How fresh is the data once it is flowing?

On-chain reads land within a confirmation window of settlement. In-app surfaces such as card activity, conversion quotes and savings goals come through an authenticated session on a polling cadence you set, with a stored cursor so each pass only pulls what changed. One to two weeks is the usual time to a first running drop.

Does any of this depend on Buyesia's cooperation?

No. The chain layer is public, and the in-app layer runs under the account holder's own authorization, which we arrange with you during onboarding against a consenting account.
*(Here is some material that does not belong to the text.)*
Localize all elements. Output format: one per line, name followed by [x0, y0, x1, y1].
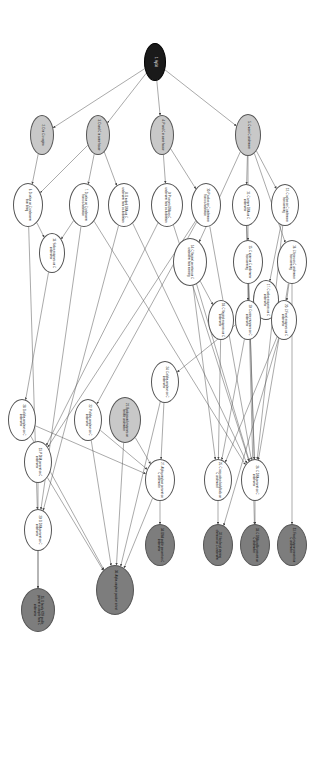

You bring the app name and what you want out of its data; we handle access and the compliance posture around it.

A first drop for Buyesia Pay is usually a running Python and Node.js client plus its on-chain indexer module, inside one to two weeks. You can take the source code outright from $300 and pay only after it lands, once the feed reads the way it should — or skip any upfront fee and call our hosted endpoints, paying for the calls you make and nothing else. Tell us the app and what you want out of its data on our contact page and we will come back with the route and a number.

App profile — Buyesia Pay (com.buyesia.pay)

Buyesia Pay is a stablecoin financial super-app aimed at the Venezuelan market, handling USDT and USDC across Polygon, Base and BNB Chain, with Arbitrum, Avalanche and Ethereum added in a late-2025 multi-network expansion (per its roadmap). It offers send and receive, conversion between stablecoins and local value, an international virtual card launched in beta in Q4 2025, deposit-based saving added in early 2026, and merchant collection through payment links, QR and NFC at point of sale. The app moved to self-custody in Q4 2025. Distributed on Android via Google Play, with iOS per the app's own positioning. Figures and dates here follow the app's own listing, site and public roadmap.